Are you looking for better financial performance? An independent study of Fortune 100 Best Companies to Work For® found that high-trust workplaces achieved superior results over a several-year period.

Results across operating income per employee, operating margin, growth rate, return on assets, and Tobin’s Q (the ratio between an asset’s market and replacement value). And publicly traded companies on the 100 Best Companies to Work For® list deliver stock market returns three times greater than the market average.

Clearly, workplaces with a high-trust culture have a competitive advantage in the marketplace.

Lower employee turnover

According to Employee Benefit News, it costs employers 33 percent of a worker's annual salary to replace them. The Best Workplaces have substantially lower voluntary turnover than their peers — which adds up to big bucks.

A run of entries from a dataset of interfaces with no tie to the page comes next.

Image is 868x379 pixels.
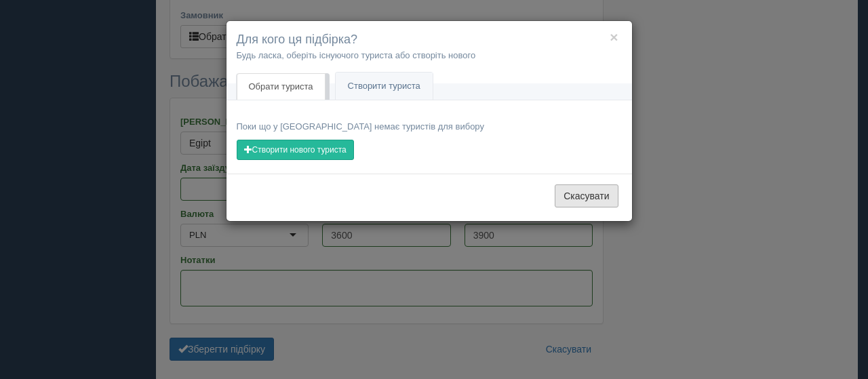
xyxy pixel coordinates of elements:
h4: Для кого ця підбірка? [236,31,622,49]
p: Поки що у [GEOGRAPHIC_DATA] немає туристів для вибору [236,120,622,133]
button: Скасувати [554,184,618,207]
p: Будь ласка, оберіть існуючого туриста або створіть нового [236,49,622,61]
button: Створити нового туриста [236,140,354,160]
a: Обрати туриста [236,73,325,101]
a: Створити туриста [336,72,432,101]
button: × [609,30,618,44]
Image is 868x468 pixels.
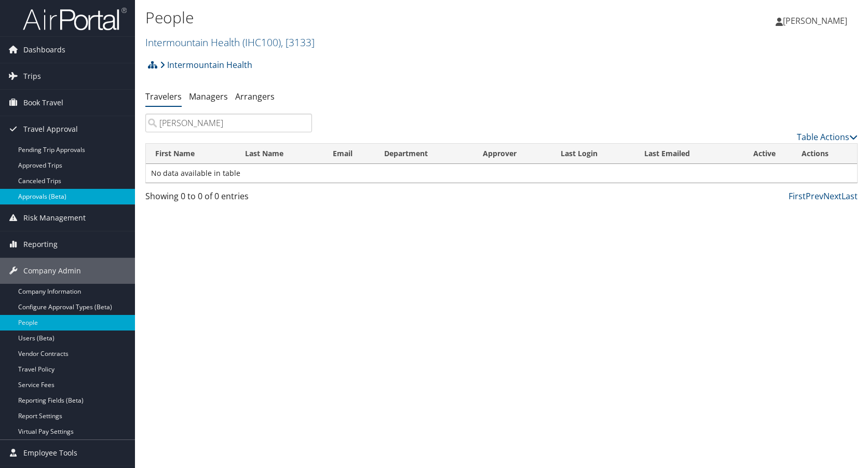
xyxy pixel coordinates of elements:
th: First Name: activate to sort column ascending [146,144,236,164]
span: , [ 3133 ] [281,35,314,50]
div: Showing 0 to 0 of 0 entries [145,190,312,207]
span: Travel Approval [24,116,78,142]
input: Search [145,114,312,132]
th: Actions [792,144,857,164]
a: [PERSON_NAME] [776,5,858,36]
th: Approver [474,144,551,164]
span: Risk Management [24,205,86,231]
a: Last [841,190,858,202]
span: Employee Tools [24,440,78,466]
a: Travelers [145,90,182,102]
span: Company Admin [24,258,81,284]
a: Managers [189,90,228,102]
span: Trips [24,63,41,89]
a: First [788,190,806,202]
th: Last Login: activate to sort column ascending [551,144,634,164]
h1: People [145,7,620,29]
th: Email: activate to sort column ascending [324,144,375,164]
a: Table Actions [796,131,858,142]
a: Intermountain Health [160,55,253,76]
a: Prev [806,190,823,202]
td: No data available in table [146,164,857,183]
th: Last Emailed: activate to sort column ascending [634,144,737,164]
span: Reporting [24,232,58,257]
a: Arrangers [235,90,275,102]
span: Book Travel [24,89,63,115]
span: [PERSON_NAME] [783,15,847,27]
th: Last Name: activate to sort column descending [236,144,324,164]
th: Department: activate to sort column ascending [375,144,474,164]
a: Intermountain Health [145,35,314,50]
span: Dashboards [24,37,66,63]
span: ( IHC100 ) [243,35,281,50]
a: Next [823,190,841,202]
th: Active: activate to sort column ascending [737,144,792,164]
img: airportal-logo.png [23,7,126,31]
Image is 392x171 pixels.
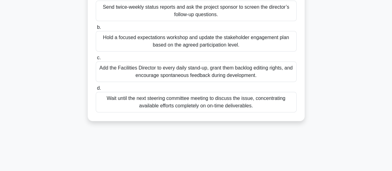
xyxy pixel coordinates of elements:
[96,92,297,112] div: Wait until the next steering committee meeting to discuss the issue, concentrating available effo...
[96,61,297,82] div: Add the Facilities Director to every daily stand-up, grant them backlog editing rights, and encou...
[97,55,101,60] span: c.
[97,25,101,30] span: b.
[96,31,297,51] div: Hold a focused expectations workshop and update the stakeholder engagement plan based on the agre...
[96,1,297,21] div: Send twice-weekly status reports and ask the project sponsor to screen the director’s follow-up q...
[97,85,101,91] span: d.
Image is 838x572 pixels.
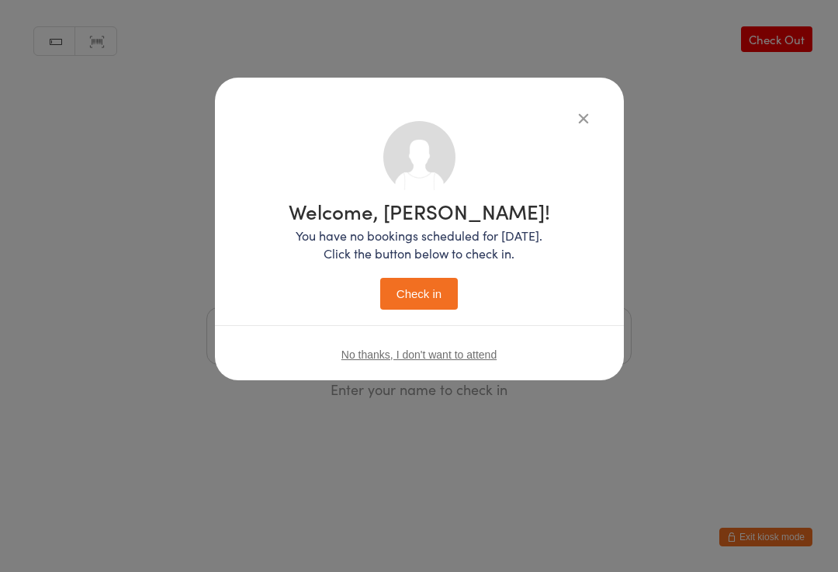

The 2019 Fortune 100 Best Companies to Work For® were no exception. Their average voluntary turnover rate was just 12 percent across employees. The national average was 27 percent over the same period.

Enhanced productivity

Happiness leads to a 12 percent spike in productivity according to a recent study at the University of Warwick; unhappy workers were 10 percent less productive. Our research finds similar results.

Employees across all generations are three times more likely to give extra on the job when they enjoy their workplace.

Engaged employees

Are your employees excited to go to work? According to Gallup, employees who are checked-out cost the US economy up to $605 billion through loss of productivity. That's less of an issue for high-trust workplaces where employee engagement is high.

Our research has found that at these organizations, employees are more tuned into their work. Employees are more likely to offer more of their talents than required and act as owners of the business.

Innovation

Everyone agrees innovation is a crucial competitive advantage in an ever-changing market. But how do you get there? By building a culture of trust and inviting all employees into the process.

This environment cultivates quality ideas, greater implementation speed, and more agility. Companies with this culture see 5.5 times the revenue growth of peers with a less inclusive approach to innovation.

Agility

Research into organizational agility has shown that high-trust workplaces can move faster than organizations not built on trust.

Besides creating an environment of transparency, collaboration and innovation, trust means that companies can make quicker decisions — and then act on them.

Better customer service

Engaged, empowered employees deliver better customer service, better products, and happier customers.

This was the finding of an eight-year study of a subset of the Fortune 100 Best Companies to Work For®, by Cornell University’s Industrial and Labor Relations School.

Customer satisfaction ratings were 2.8 to 3.2 points higher than competitors.

Among the healthcare organizations on the 2017 Fortune 100 Best Companies to Work For® list, Hospital Consumer Assessment of Healthcare satisfaction scores average 4 percent higher than the national average for “Overall Hospital Rating.” Scores were 7 percent higher for whether patients would “Recommend the Hospital.”

Strong employer branding

More consumers are looking to brands that align with their values — and looking for companies that care. Job hunting is no different.

Building an employer brand known for treating employees with respect and generosity is not just the right thing to do. It's a smart recruitment strategy.

93 percent of employees at the 100 Best Companies to Work For say they're proud to tell others where they work. That’s free marketing.

To learn more about the correlation between high-trust cultures and business success, join your peers at the 2020 Great Place to Work For All Summit, March 3-5 — the year's most important event for anyone focused on driving business success through workplace culture. Immerse yourself in cutting-edge data and innovative people strategies that will help you tackle today's most important leadership challenges.